I have a new application that is mostly generic. Customers have Users. User's add Providers. The Providers are notified they have been requested to provide information. Providers either accept and submit a form of fields, or decline.
Although it's mostly generic, there is some specialization per Customer. For the most part, I was able to handle the specialization by parameterizing Customers with static data (e.g. a list of questions, field types, min/max number of providers per user, etc.); however, I also need some simple behavioral specialization.
I've always used structs for my database models, so to accomplish the latter, I had a struct that subtyped the Customer struct and added a number of functions. A factory function would create and populate this struct with functions specific to the customer. For example (we need to fix the code highlighter!):
(struct q customer (activate-user
get-user-data
display-link?
application-css
application-name
validate-provider-meta-data
validate-provider-customer-data
...)
#:transparent)
(define/contract (build-q customer-obj)
(-> customer? q?)
(match (customer-username customer-obj)
[ "tla" (build-q-tla customer-obj) ]
[ _ (error "build-q: invalid customer") ]))
(define (build-q-tla obj)
(q (customer-id obj)
; other customer fields
...
activate-user ; not quest specific
get-user-data ; not quest specific
display-link? ; not quest specific
tla:application-css
tla:application-name
tla:validate-provider-meta-data
tla:validate-provider-quest-data
...))
It was efficient (no dynamic method lookup), simple, and worked ok because it was a flat class hierarchy of just one level. A typical use:
((q-get-user-data obj) conn obj reference-key type)
Which is now:
(send obj get-user-data conn obj reference-key type)
And... as I typed that, I just realized I probably don't need the second obj
now since get-user-data
can refer to this
I'm pretty sure I'll need a deeper class hierarchy, and while I was contemplating this, I saw Ryan's talk Adding method dispatch for a deeper hierarchy is where I saw I was re-inventing the wheel too much.
It was trivial to convert my code to use Racket classes. For the time being, I'm going to continue to use simple structs for my database records, and there was one small advantage of my previous approach - I could use a q
where a customer
was needed, but with my current approach, rather than q
subtyping customer
it composes a customer
.
Although Rails use of object orientation has some niceties, for the most part, I felt the magical implicit aspects went too far. I'll need further research to determine whether I want to use classes for database records vs. my current structs, but for the simple behavioral specialization I needed, classes make sense to me, and my code is now much more maintainable.
Kudos to the folks who created Racket's class system! It's nice to have that tool for the cases where it fits well, and I love how it feels more Rackety than previous OO systems I've used.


Your objective: Repeat the records below exactly. Omit the pictures.

━━━━━ Source data ━━━━━

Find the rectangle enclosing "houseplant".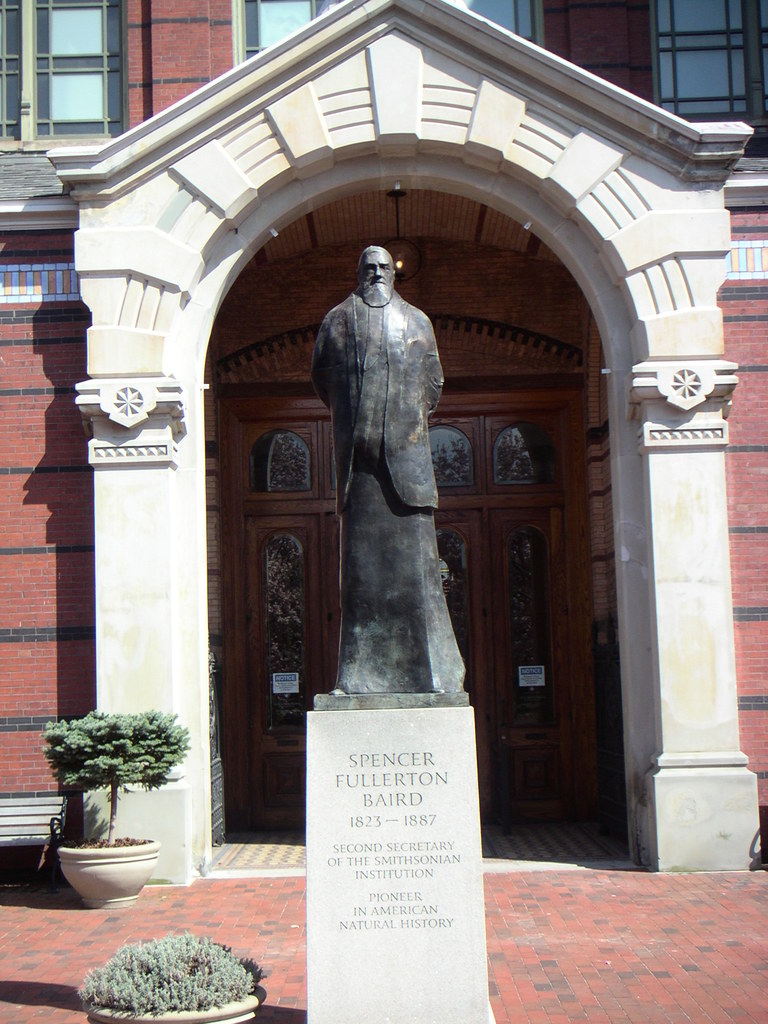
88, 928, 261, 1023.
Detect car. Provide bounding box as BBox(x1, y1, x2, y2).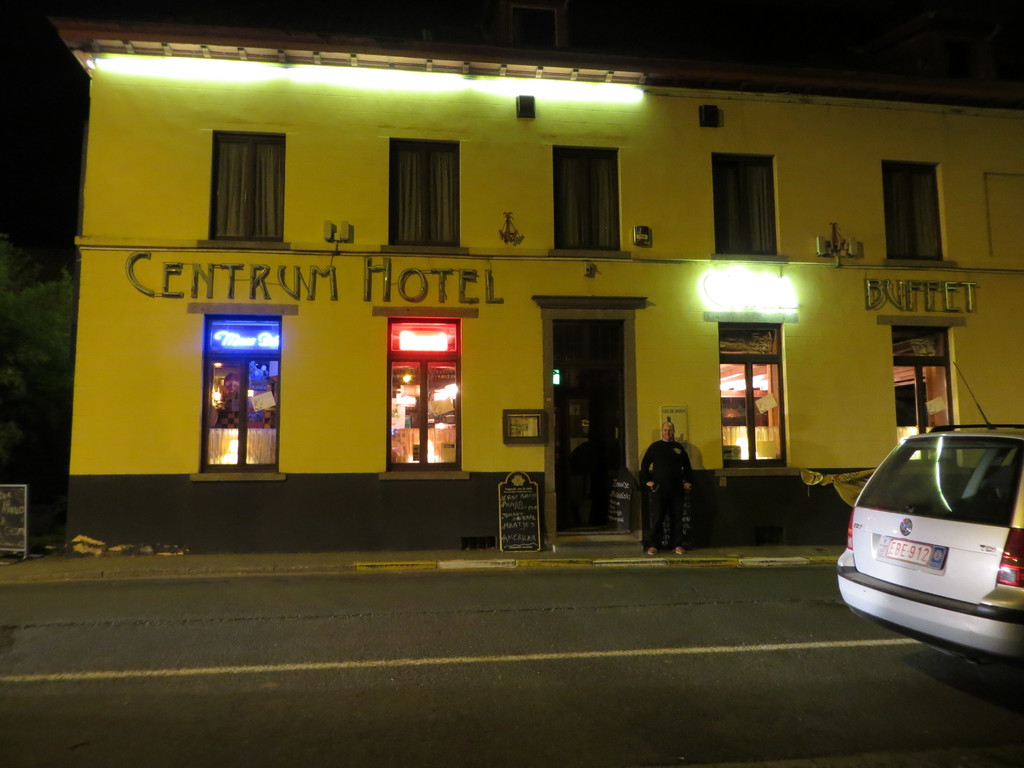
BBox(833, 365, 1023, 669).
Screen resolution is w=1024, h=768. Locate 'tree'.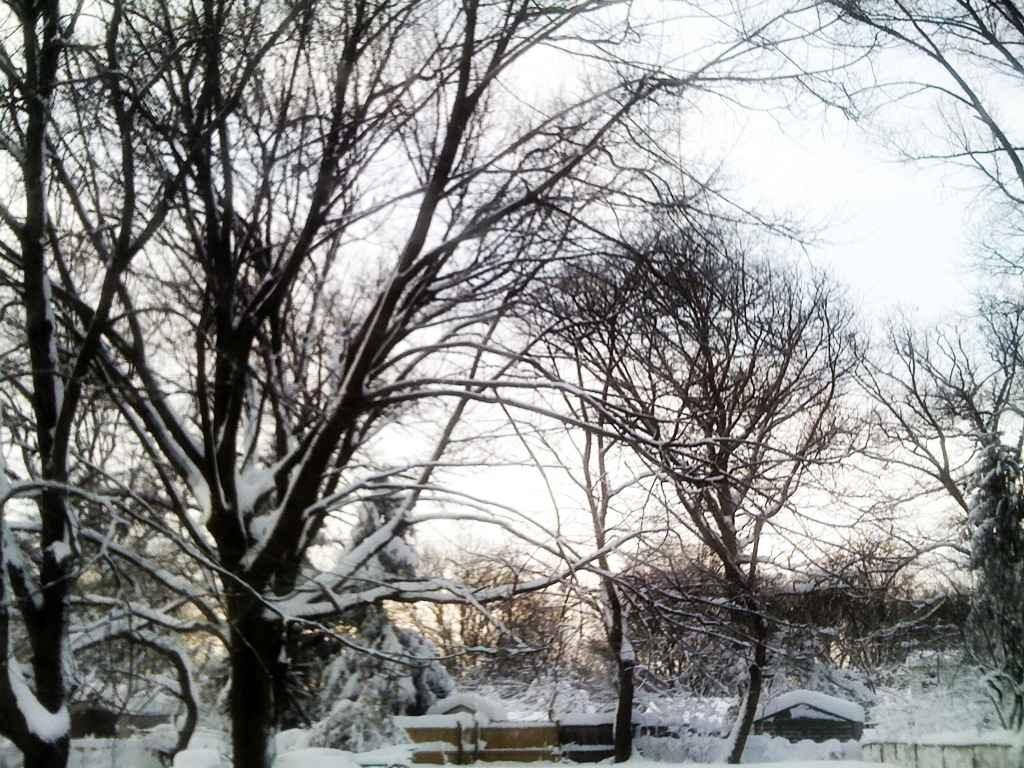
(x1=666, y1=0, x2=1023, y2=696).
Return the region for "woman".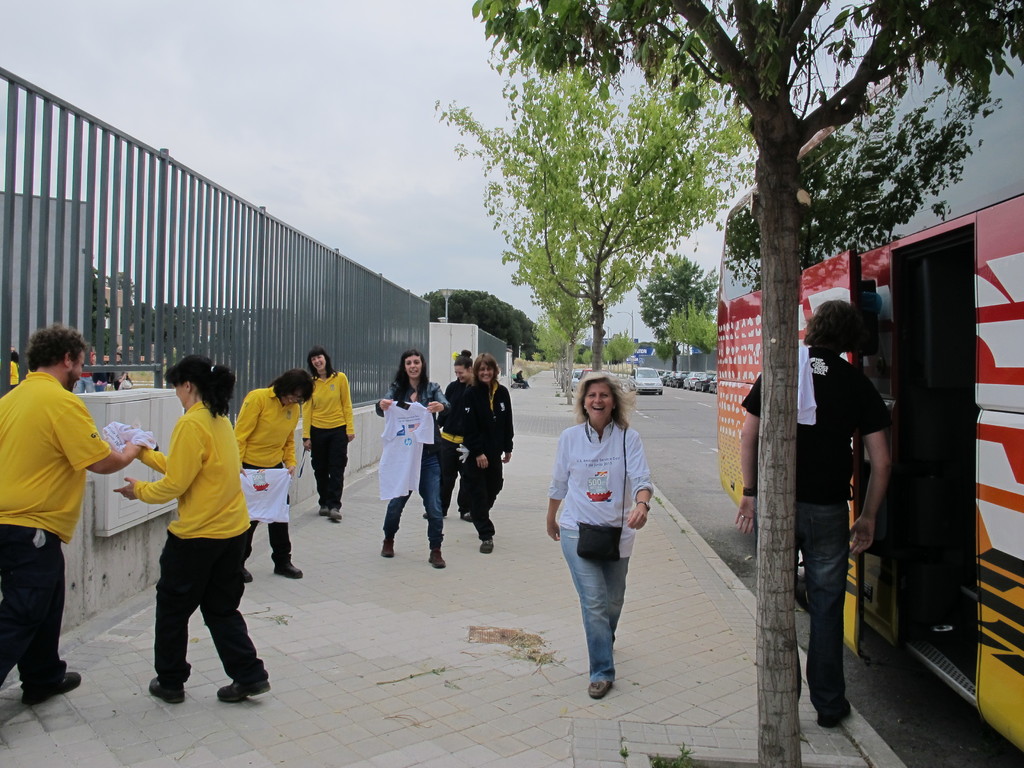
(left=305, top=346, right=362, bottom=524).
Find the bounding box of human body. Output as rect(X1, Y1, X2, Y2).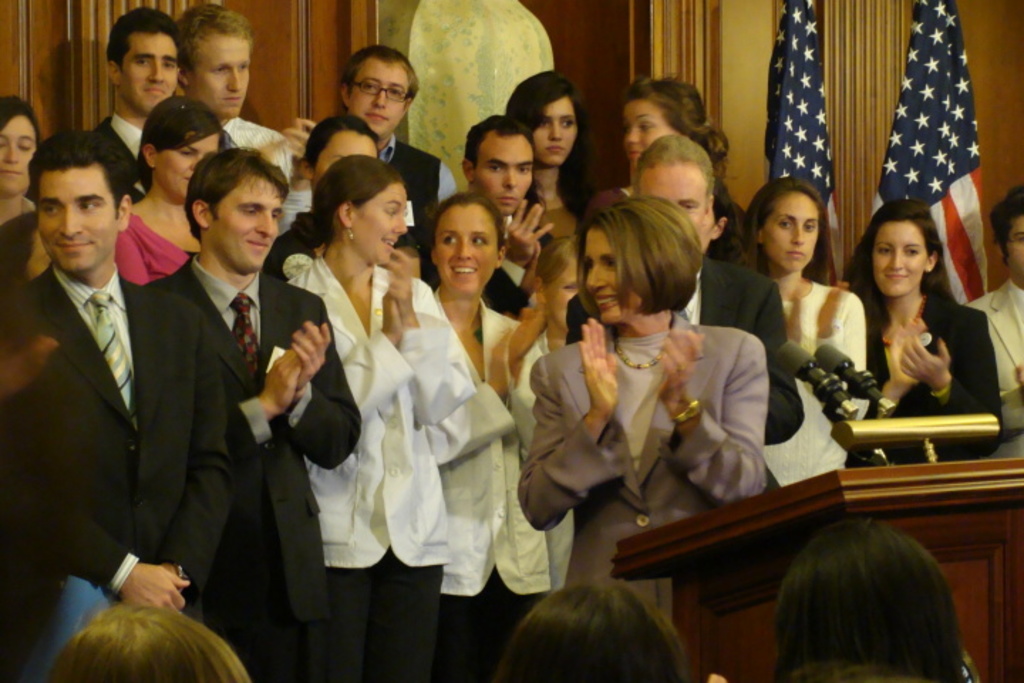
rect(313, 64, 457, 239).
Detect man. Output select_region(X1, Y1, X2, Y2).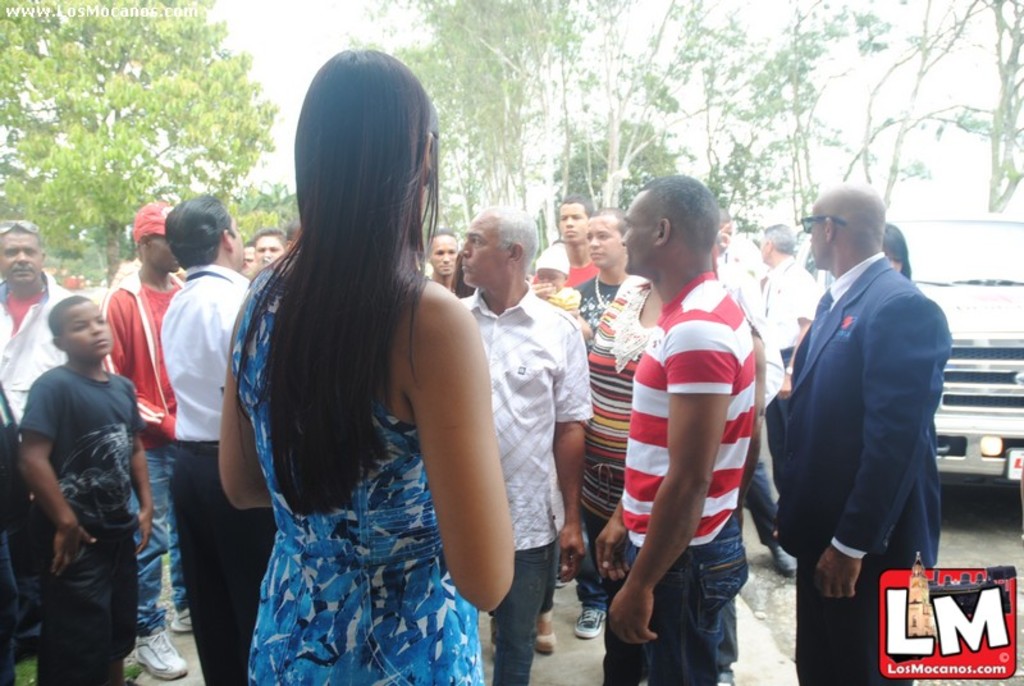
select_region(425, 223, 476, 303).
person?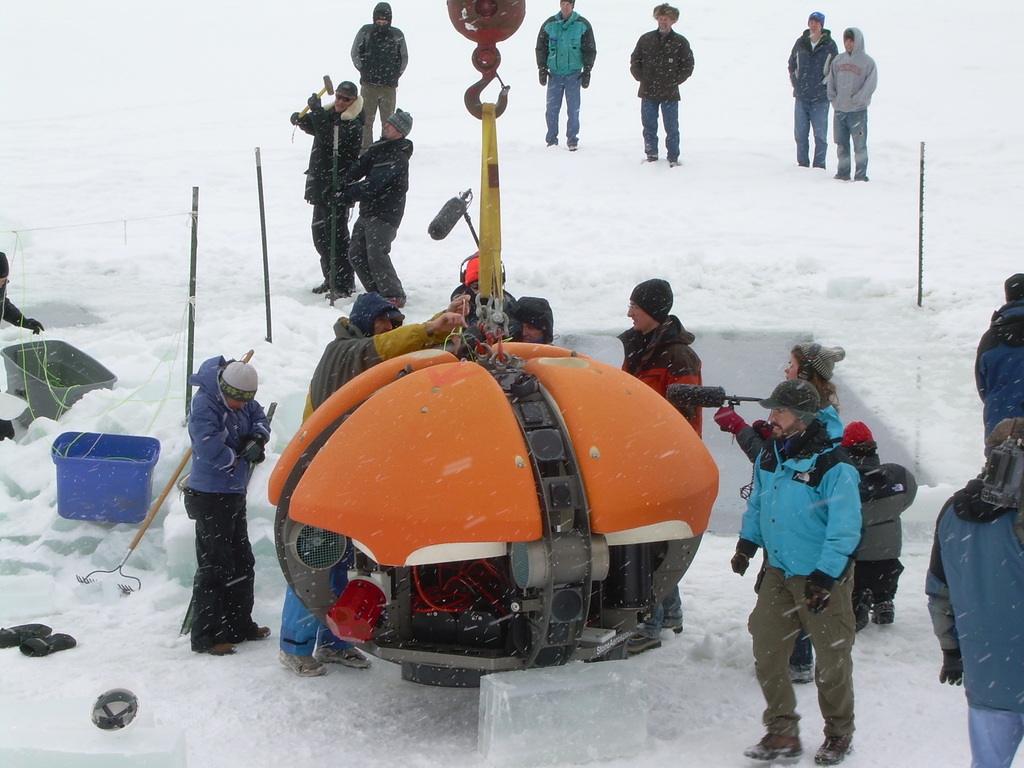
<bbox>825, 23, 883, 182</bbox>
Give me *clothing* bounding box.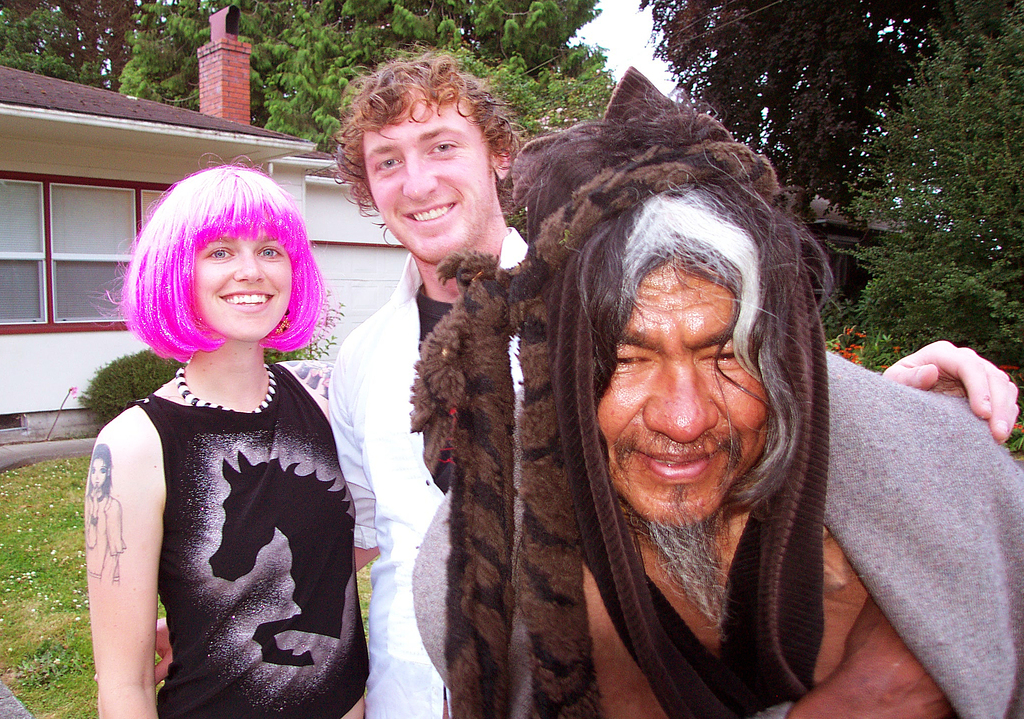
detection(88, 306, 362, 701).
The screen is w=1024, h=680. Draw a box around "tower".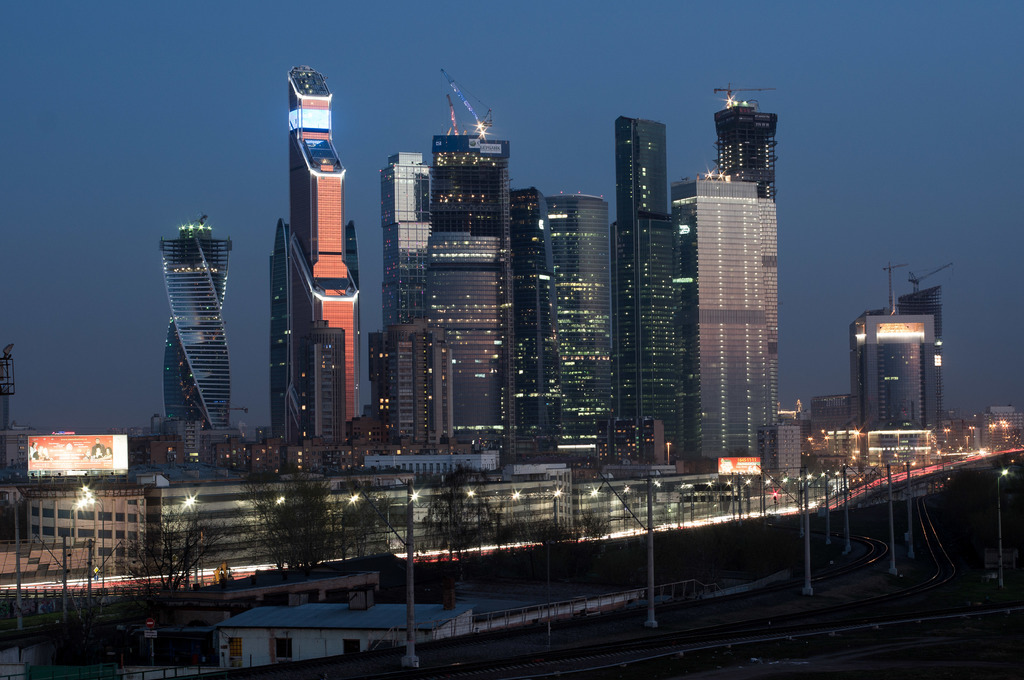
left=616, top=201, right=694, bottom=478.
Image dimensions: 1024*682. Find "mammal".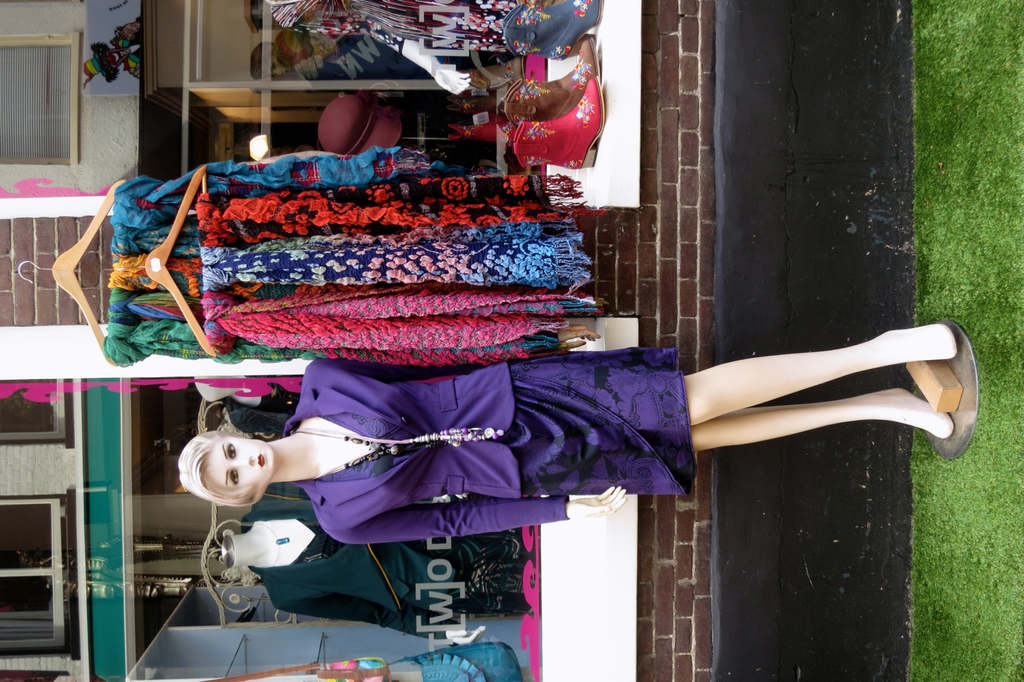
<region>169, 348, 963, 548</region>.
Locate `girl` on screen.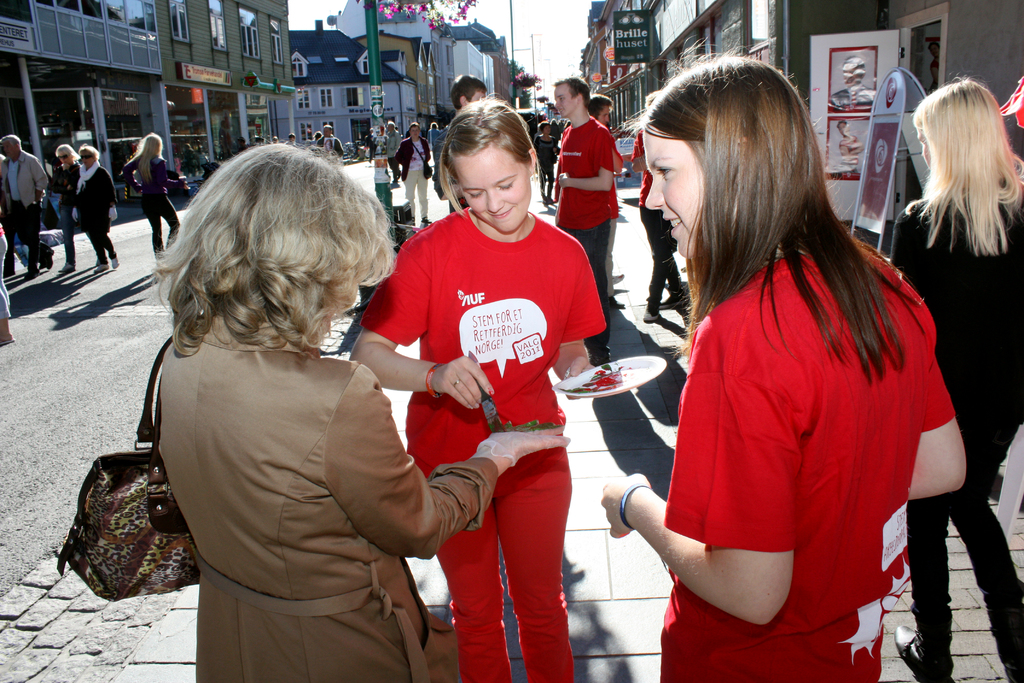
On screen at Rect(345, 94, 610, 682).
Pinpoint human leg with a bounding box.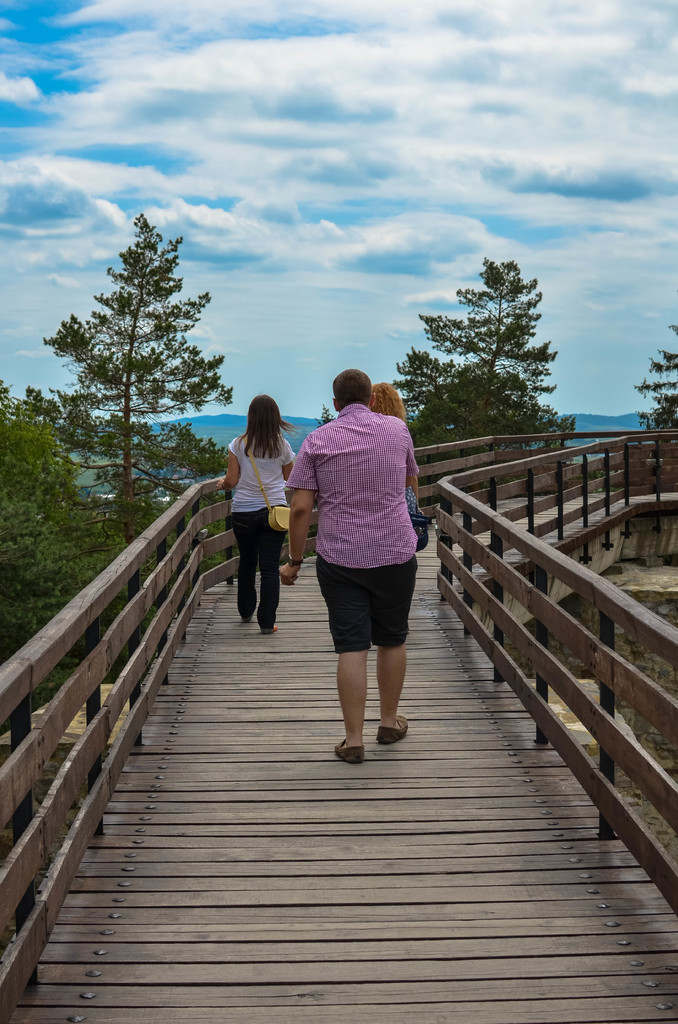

━━━━━

Task response:
Find the rectangle enclosing "houseplant".
88, 928, 261, 1023.
Detect car. Provide bounding box as BBox(x1, y1, x2, y2).
BBox(833, 365, 1023, 669).
Screen resolution is w=1024, h=768. Locate 'tree'.
(x1=666, y1=0, x2=1023, y2=696).
Return the region for "woman".
(left=305, top=346, right=362, bottom=524).
Find the bounding box of human body. Output as rect(X1, Y1, X2, Y2).
rect(313, 64, 457, 239).
Detect man. Output select_region(X1, Y1, X2, Y2).
select_region(425, 223, 476, 303).
person?
<bbox>825, 23, 883, 182</bbox>
Give me *clothing* bounding box.
detection(88, 306, 362, 701).
The screen is w=1024, h=680. Draw a box around "tower".
left=616, top=201, right=694, bottom=478.
Image dimensions: 1024*682. Find "mammal".
<region>169, 348, 963, 548</region>.
Locate `girl` on screen.
On screen at Rect(345, 94, 610, 682).
Pinpoint human leg with a bounding box.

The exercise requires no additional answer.